Recent years have seen major innovations in cross-layer wireless designs. Despite demonstrating significant throughput gains, hardly any of these technologies have made it into real networks. Deploying cross-layer innovations requires adoption from Wi-Fi chip manufacturers. Yet, manufacturers hesitate to undertake major investments without a better understanding of how these designs interact with real networks and applications.This paper presents the first step towards breaking this stalemate, by enabling the adoption of cross-layer designs in today's networks with commodity Wi-Fi cards and actual applications. We present OpenRF, a cross-layer architecture for managing MIMO signal processing. OpenRF enables access points on the same channel to cancel their interference at each other's clients, while beamforming their signal to their own clients. OpenRF is self-configuring, so that network administrators need not understand MIMO or physical layer techniques.We patch the iwlwifi driver to support OpenRF on off-the-shelf Intel cards. We deploy OpenRF on a 20-node network, showing how it manages the complex interaction of cross-layer design with a real network stack, TCP, bursty traffic, and real applications. Our results demonstrate an average gain of 1.6× for TCP traffic and a significant reduction in response time for real-time applications, like remote desktop.
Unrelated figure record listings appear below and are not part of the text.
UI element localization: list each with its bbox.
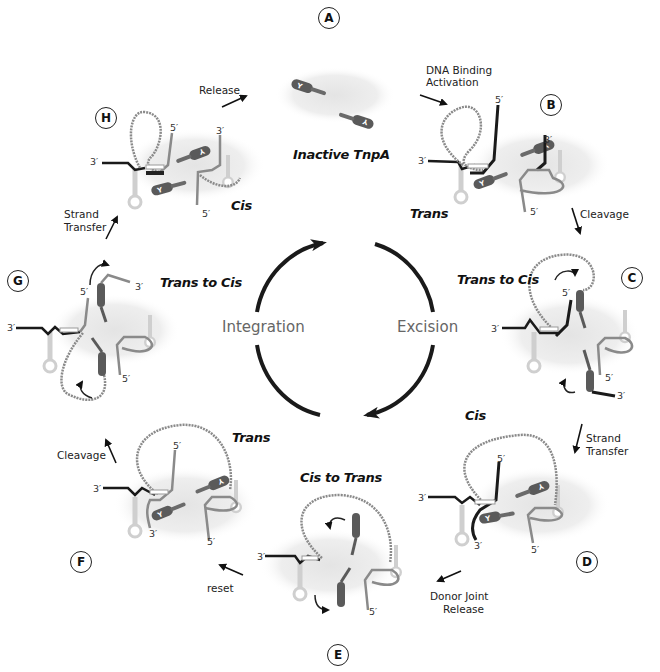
c-3prime-left: 3′ (491, 323, 499, 334)
transition-d-to-e-label-line1: Donor Joint (430, 590, 488, 602)
state-e-graphic (260, 495, 401, 610)
e-3prime-left: 3′ (257, 551, 265, 562)
cycle-arc-integration-bottom (257, 345, 320, 415)
b-3prime-right: 3′ (544, 134, 552, 145)
f-5prime-top: 5′ (173, 440, 181, 451)
g-3prime-right: 3′ (135, 281, 143, 292)
g-3prime-left: 3′ (7, 322, 15, 333)
transition-a-to-b-label-line2: Activation (426, 76, 479, 88)
arrow-e-to-f (220, 565, 243, 575)
excision-label: Excision (397, 318, 458, 336)
step-label-c: C (621, 267, 643, 289)
arrow-d-to-e (438, 571, 461, 581)
d-5prime-bottom: 5′ (531, 544, 539, 555)
state-name-d: Cis (465, 408, 486, 423)
g-5prime-top: 5′ (80, 286, 88, 297)
step-label-a: A (318, 7, 340, 29)
b-5prime-top: 5′ (495, 94, 503, 105)
d-3prime-left: 3′ (418, 492, 426, 503)
transition-e-to-f-label: reset (207, 582, 234, 594)
state-name-c: Trans to Cis (457, 272, 539, 287)
g-5prime-bottom: 5′ (122, 373, 130, 384)
integration-label: Integration (222, 318, 305, 336)
transition-d-to-e-label-line2: Release (443, 603, 484, 615)
c-5prime-right: 5′ (605, 372, 613, 383)
state-g-graphic (16, 264, 180, 399)
arrow-b-to-c (572, 208, 580, 233)
transition-c-to-d-label-line2: Transfer (586, 445, 628, 457)
f-3prime-left: 3′ (93, 483, 101, 494)
arrow-a-to-b (420, 95, 446, 104)
step-label-d: D (576, 551, 598, 573)
state-h-graphic (102, 112, 265, 208)
cycle-arc-excision-top (375, 244, 433, 312)
step-label-e: E (327, 644, 349, 666)
arrow-g-to-h (106, 217, 117, 239)
transition-b-to-c-label: Cleavage (580, 208, 629, 220)
state-a-graphic (275, 67, 395, 130)
b-5prime-bottom: 5′ (530, 206, 538, 217)
step-label-f: F (70, 551, 92, 573)
state-name-f: Trans (232, 430, 270, 445)
state-name-e: Cis to Trans (300, 470, 382, 485)
step-label-h: H (95, 107, 117, 129)
transition-g-to-h-label-line2: Transfer (64, 221, 106, 233)
state-name-g: Trans to Cis (160, 275, 242, 290)
e-5prime-bottom: 5′ (369, 606, 377, 617)
h-3prime-right: 3′ (216, 125, 224, 136)
transition-a-to-b-label-line1: DNA Binding (426, 64, 492, 76)
transition-f-to-g-label: Cleavage (57, 449, 106, 461)
c-3prime-bottom: 3′ (617, 390, 625, 401)
h-5prime-bottom: 5′ (202, 208, 210, 219)
state-b-graphic (428, 105, 610, 212)
state-name-a: Inactive TnpA (293, 147, 390, 162)
f-5prime-bottom: 5′ (207, 536, 215, 547)
state-name-b: Trans (410, 206, 448, 221)
b-3prime-left: 3′ (418, 155, 426, 166)
cycle-arrow-integration-top (257, 243, 323, 312)
arrow-h-to-a (222, 96, 246, 107)
h-5prime-top: 5′ (170, 122, 178, 133)
c-5prime-top: 5′ (562, 287, 570, 298)
transition-c-to-d-label-line1: Strand (586, 432, 621, 444)
transition-g-to-h-label-line1: Strand (64, 208, 99, 220)
state-name-h: Cis (231, 198, 252, 213)
step-label-g: G (7, 270, 29, 292)
d-5prime-top: 5′ (497, 453, 505, 464)
state-d-graphic (428, 435, 610, 545)
arrow-f-to-g (106, 440, 116, 463)
step-label-b: B (540, 94, 562, 116)
f-3prime-bottom: 3′ (149, 528, 157, 539)
cycle-arrow-excision-bottom (367, 345, 433, 415)
d-3prime-bottom: 3′ (474, 540, 482, 551)
arrow-c-to-d (575, 424, 582, 452)
transition-h-to-a-label: Release (199, 84, 240, 96)
h-3prime-left: 3′ (90, 156, 98, 167)
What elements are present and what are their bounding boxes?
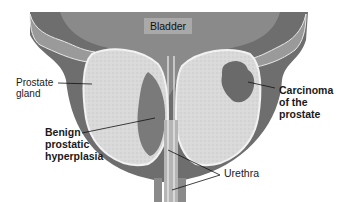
label-urethra: Urethra: [224, 168, 259, 179]
label-bladder: Bladder: [144, 18, 192, 34]
label-carcinoma: Carcinoma of the prostate: [279, 84, 333, 120]
label-prostate-gland: Prostate gland: [16, 77, 53, 99]
label-bph: Benign prostatic hyperplasia: [45, 126, 103, 162]
urethra: [164, 120, 178, 202]
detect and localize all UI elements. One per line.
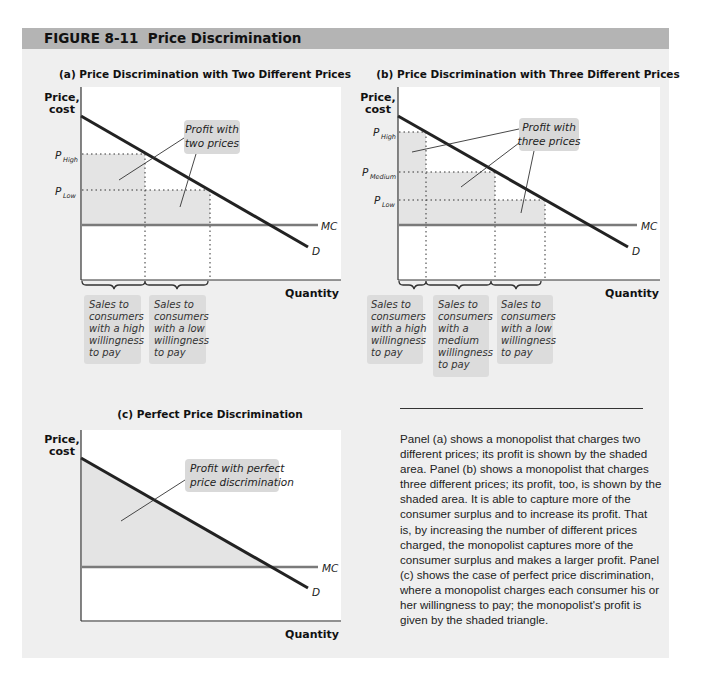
svg-text:consumers: consumers (89, 311, 144, 322)
svg-text:with a low: with a low (154, 323, 206, 334)
svg-text:with a high: with a high (89, 323, 145, 334)
svg-text:consumers: consumers (371, 311, 426, 322)
svg-text:MC: MC (322, 562, 339, 574)
svg-text:cost: cost (49, 445, 75, 458)
figure-caption: Panel (a) shows a monopolist that charge… (400, 431, 662, 627)
svg-text:Sales to: Sales to (89, 299, 129, 310)
svg-text:two prices: two prices (185, 137, 240, 149)
svg-text:to pay: to pay (438, 359, 471, 370)
panel-a-mc-label: MC (321, 220, 338, 232)
svg-text:to pay: to pay (371, 347, 404, 358)
svg-text:consumers: consumers (438, 311, 493, 322)
svg-text:with a low: with a low (501, 323, 553, 334)
panel-b-p-low: P (374, 194, 381, 206)
svg-text:to pay: to pay (89, 347, 122, 358)
svg-text:Profit with perfect: Profit with perfect (190, 462, 285, 474)
svg-text:Low: Low (382, 201, 396, 209)
panel-a-d-label: D (312, 245, 320, 257)
panel-a-p-low: P (55, 185, 62, 197)
panel-a: (a) Price Discrimination with Two Differ… (44, 68, 351, 364)
svg-text:(c) Perfect Price Discriminati: (c) Perfect Price Discrimination (117, 408, 303, 420)
svg-text:Medium: Medium (370, 173, 396, 181)
panel-b-title: (b) Price Discrimination with Three Diff… (376, 68, 680, 80)
panel-a-ylabel-2: cost (49, 103, 75, 116)
svg-text:Sales to: Sales to (501, 299, 541, 310)
svg-text:to pay: to pay (154, 347, 187, 358)
panel-b-p-high: P (373, 126, 380, 138)
svg-text:willingness: willingness (371, 335, 426, 346)
svg-text:Quantity: Quantity (285, 628, 339, 641)
panel-b-braces (399, 281, 541, 289)
panel-b-p-medium: P (362, 166, 369, 178)
svg-text:three prices: three prices (518, 135, 581, 147)
panel-c: (c) Perfect Price Discrimination MC D Pr… (44, 408, 341, 641)
svg-text:Low: Low (63, 192, 77, 200)
panel-a-xlabel: Quantity (285, 287, 339, 300)
caption-rule (400, 408, 643, 409)
svg-text:willingness: willingness (501, 335, 556, 346)
svg-text:Profit with: Profit with (185, 123, 239, 135)
panel-a-braces (82, 281, 208, 289)
svg-text:Quantity: Quantity (605, 287, 659, 300)
svg-text:medium: medium (438, 335, 479, 346)
svg-text:Sales to: Sales to (371, 299, 411, 310)
svg-text:High: High (381, 133, 396, 141)
svg-text:Sales to: Sales to (154, 299, 194, 310)
svg-text:willingness: willingness (154, 335, 209, 346)
svg-text:Sales to: Sales to (438, 299, 478, 310)
svg-text:D: D (312, 586, 320, 598)
panel-a-p-high: P (55, 149, 62, 161)
svg-text:willingness: willingness (438, 347, 493, 358)
panel-a-title: (a) Price Discrimination with Two Differ… (59, 68, 351, 80)
svg-text:with a high: with a high (371, 323, 427, 334)
svg-text:Profit with: Profit with (522, 121, 576, 133)
svg-text:consumers: consumers (501, 311, 556, 322)
svg-text:consumers: consumers (154, 311, 209, 322)
svg-text:willingness: willingness (89, 335, 144, 346)
svg-text:MC: MC (641, 220, 658, 232)
svg-text:cost: cost (365, 103, 391, 116)
svg-text:to pay: to pay (501, 347, 534, 358)
panel-b: (b) Price Discrimination with Three Diff… (360, 68, 679, 377)
svg-text:price discrimination: price discrimination (189, 476, 294, 488)
svg-text:D: D (632, 245, 640, 257)
panel-a-profit-low (145, 190, 210, 225)
svg-text:High: High (63, 156, 78, 164)
svg-text:with a: with a (438, 323, 469, 334)
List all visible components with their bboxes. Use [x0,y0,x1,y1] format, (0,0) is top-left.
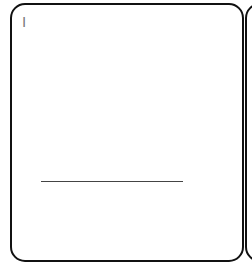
card-divider-line [41,181,183,182]
card-stage: I [0,0,252,266]
card[interactable]: I [10,3,244,262]
card-next-partial[interactable] [245,3,252,262]
card-label: I [22,13,26,30]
We study sum of squares (SOS) relaxations to optimize polynomial functions over a set V ∩ R n , where V is a complex algebraic variety. We propose a new methodology that, rather than relying on some algebraic description, represents V with a generic set of complex samples. This approach depends only on the geometry of V, avoiding representation issues such as multiplicity and choice of generators. It also takes advantage of the coordinate ring structure to reduce the size of the corresponding semidefinite program (SDP). In addition, the input can be given as a straight-line program. Our methods are particularly appealing for varieties that are easy to sample from but for which the defining equations are complicated, such as SO(n), Grassmannians or rank k tensors. For arbitrary varieties we can obtain the required samples by using the tools of numerical algebraic geometry. In this way we connect the areas of SOS optimization and numerical algebraic geometry.Problem. Given a bound d ∈ N, a polynomial p(x) and a variety V, find a d-SOS(V) certificate (if it exists).